Task description:
Each entry shown below is to be reproduced exactly.

== == ==

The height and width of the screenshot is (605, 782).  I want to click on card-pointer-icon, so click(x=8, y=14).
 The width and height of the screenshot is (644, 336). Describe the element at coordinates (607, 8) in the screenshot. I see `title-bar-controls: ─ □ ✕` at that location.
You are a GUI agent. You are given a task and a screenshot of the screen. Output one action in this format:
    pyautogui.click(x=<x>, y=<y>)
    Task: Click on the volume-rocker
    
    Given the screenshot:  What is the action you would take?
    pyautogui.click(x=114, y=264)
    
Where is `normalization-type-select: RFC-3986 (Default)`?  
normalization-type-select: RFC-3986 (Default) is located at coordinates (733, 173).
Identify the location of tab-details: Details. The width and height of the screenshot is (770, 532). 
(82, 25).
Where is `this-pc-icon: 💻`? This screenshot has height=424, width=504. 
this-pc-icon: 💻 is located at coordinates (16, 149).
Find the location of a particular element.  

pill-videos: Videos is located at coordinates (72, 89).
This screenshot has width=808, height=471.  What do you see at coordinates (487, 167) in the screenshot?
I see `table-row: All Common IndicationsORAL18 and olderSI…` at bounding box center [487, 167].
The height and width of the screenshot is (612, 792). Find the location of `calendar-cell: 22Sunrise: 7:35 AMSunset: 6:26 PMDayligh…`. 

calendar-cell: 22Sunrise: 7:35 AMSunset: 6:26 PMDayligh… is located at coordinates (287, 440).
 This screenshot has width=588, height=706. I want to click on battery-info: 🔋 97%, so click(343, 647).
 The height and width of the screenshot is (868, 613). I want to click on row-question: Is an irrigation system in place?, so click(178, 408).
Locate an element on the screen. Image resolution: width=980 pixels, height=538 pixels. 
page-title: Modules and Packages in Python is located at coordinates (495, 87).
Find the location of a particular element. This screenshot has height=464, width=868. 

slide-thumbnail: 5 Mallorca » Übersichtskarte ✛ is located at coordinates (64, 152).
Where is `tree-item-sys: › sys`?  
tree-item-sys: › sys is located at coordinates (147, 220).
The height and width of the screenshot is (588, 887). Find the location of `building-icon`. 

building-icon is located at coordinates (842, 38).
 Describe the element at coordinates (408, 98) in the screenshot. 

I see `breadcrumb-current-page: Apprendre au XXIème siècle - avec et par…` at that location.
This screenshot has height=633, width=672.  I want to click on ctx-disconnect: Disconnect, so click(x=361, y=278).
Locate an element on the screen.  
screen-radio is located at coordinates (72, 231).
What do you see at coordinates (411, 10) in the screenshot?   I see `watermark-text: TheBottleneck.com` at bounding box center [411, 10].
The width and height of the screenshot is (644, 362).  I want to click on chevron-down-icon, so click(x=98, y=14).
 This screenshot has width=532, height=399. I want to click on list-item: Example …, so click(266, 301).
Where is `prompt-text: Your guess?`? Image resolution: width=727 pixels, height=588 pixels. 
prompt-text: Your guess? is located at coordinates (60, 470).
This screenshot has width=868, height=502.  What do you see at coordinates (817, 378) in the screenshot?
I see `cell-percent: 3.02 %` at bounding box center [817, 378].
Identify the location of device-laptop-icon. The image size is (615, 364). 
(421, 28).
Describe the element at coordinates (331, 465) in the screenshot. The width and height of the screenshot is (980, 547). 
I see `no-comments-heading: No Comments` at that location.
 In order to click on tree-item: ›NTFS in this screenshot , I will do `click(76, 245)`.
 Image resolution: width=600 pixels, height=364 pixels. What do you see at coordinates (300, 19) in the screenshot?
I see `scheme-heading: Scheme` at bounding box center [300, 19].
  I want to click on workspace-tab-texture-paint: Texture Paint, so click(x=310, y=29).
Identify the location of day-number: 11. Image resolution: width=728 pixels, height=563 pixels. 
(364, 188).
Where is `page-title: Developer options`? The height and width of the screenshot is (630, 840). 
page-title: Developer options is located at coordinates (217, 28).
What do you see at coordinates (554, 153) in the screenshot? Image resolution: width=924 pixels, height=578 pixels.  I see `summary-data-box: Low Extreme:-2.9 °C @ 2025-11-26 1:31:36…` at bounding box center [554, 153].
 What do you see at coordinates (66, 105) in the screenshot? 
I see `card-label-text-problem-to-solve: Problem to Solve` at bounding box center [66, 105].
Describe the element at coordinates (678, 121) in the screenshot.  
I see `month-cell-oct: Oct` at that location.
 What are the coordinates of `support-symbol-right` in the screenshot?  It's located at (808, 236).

== == ==

Exercise solution:
The height and width of the screenshot is (605, 782).  I want to click on card-pointer-icon, so click(x=8, y=14).
 The width and height of the screenshot is (644, 336). Describe the element at coordinates (607, 8) in the screenshot. I see `title-bar-controls: ─ □ ✕` at that location.
You are a GUI agent. You are given a task and a screenshot of the screen. Output one action in this format:
    pyautogui.click(x=<x>, y=<y>)
    Task: Click on the volume-rocker
    
    Given the screenshot:  What is the action you would take?
    pyautogui.click(x=114, y=264)
    
Where is `normalization-type-select: RFC-3986 (Default)`?  
normalization-type-select: RFC-3986 (Default) is located at coordinates (733, 173).
Identify the location of tab-details: Details. The width and height of the screenshot is (770, 532). 
(82, 25).
Where is `this-pc-icon: 💻`? This screenshot has height=424, width=504. 
this-pc-icon: 💻 is located at coordinates (16, 149).
Find the location of a particular element.  

pill-videos: Videos is located at coordinates (72, 89).
This screenshot has width=808, height=471.  What do you see at coordinates (487, 167) in the screenshot?
I see `table-row: All Common IndicationsORAL18 and olderSI…` at bounding box center [487, 167].
The height and width of the screenshot is (612, 792). Find the location of `calendar-cell: 22Sunrise: 7:35 AMSunset: 6:26 PMDayligh…`. 

calendar-cell: 22Sunrise: 7:35 AMSunset: 6:26 PMDayligh… is located at coordinates (287, 440).
 This screenshot has width=588, height=706. I want to click on battery-info: 🔋 97%, so click(343, 647).
 The height and width of the screenshot is (868, 613). I want to click on row-question: Is an irrigation system in place?, so click(178, 408).
Locate an element on the screen. Image resolution: width=980 pixels, height=538 pixels. 
page-title: Modules and Packages in Python is located at coordinates (495, 87).
Find the location of a particular element. This screenshot has height=464, width=868. 

slide-thumbnail: 5 Mallorca » Übersichtskarte ✛ is located at coordinates (64, 152).
Where is `tree-item-sys: › sys`?  
tree-item-sys: › sys is located at coordinates (147, 220).
The height and width of the screenshot is (588, 887). Find the location of `building-icon`. 

building-icon is located at coordinates (842, 38).
 Describe the element at coordinates (408, 98) in the screenshot. 

I see `breadcrumb-current-page: Apprendre au XXIème siècle - avec et par…` at that location.
This screenshot has height=633, width=672.  I want to click on ctx-disconnect: Disconnect, so click(x=361, y=278).
Locate an element on the screen.  
screen-radio is located at coordinates (72, 231).
What do you see at coordinates (411, 10) in the screenshot?   I see `watermark-text: TheBottleneck.com` at bounding box center [411, 10].
The width and height of the screenshot is (644, 362).  I want to click on chevron-down-icon, so click(x=98, y=14).
 This screenshot has width=532, height=399. I want to click on list-item: Example …, so click(266, 301).
Where is `prompt-text: Your guess?`? Image resolution: width=727 pixels, height=588 pixels. 
prompt-text: Your guess? is located at coordinates (60, 470).
This screenshot has width=868, height=502.  What do you see at coordinates (817, 378) in the screenshot?
I see `cell-percent: 3.02 %` at bounding box center [817, 378].
Identify the location of device-laptop-icon. The image size is (615, 364). 
(421, 28).
Describe the element at coordinates (331, 465) in the screenshot. The width and height of the screenshot is (980, 547). 
I see `no-comments-heading: No Comments` at that location.
 In order to click on tree-item: ›NTFS in this screenshot , I will do `click(76, 245)`.
 Image resolution: width=600 pixels, height=364 pixels. What do you see at coordinates (300, 19) in the screenshot?
I see `scheme-heading: Scheme` at bounding box center [300, 19].
  I want to click on workspace-tab-texture-paint: Texture Paint, so click(x=310, y=29).
Identify the location of day-number: 11. Image resolution: width=728 pixels, height=563 pixels. 
(364, 188).
Where is `page-title: Developer options`? The height and width of the screenshot is (630, 840). 
page-title: Developer options is located at coordinates (217, 28).
What do you see at coordinates (554, 153) in the screenshot? Image resolution: width=924 pixels, height=578 pixels.  I see `summary-data-box: Low Extreme:-2.9 °C @ 2025-11-26 1:31:36…` at bounding box center [554, 153].
 What do you see at coordinates (66, 105) in the screenshot? 
I see `card-label-text-problem-to-solve: Problem to Solve` at bounding box center [66, 105].
Describe the element at coordinates (678, 121) in the screenshot.  
I see `month-cell-oct: Oct` at that location.
 What are the coordinates of `support-symbol-right` in the screenshot?  It's located at (808, 236).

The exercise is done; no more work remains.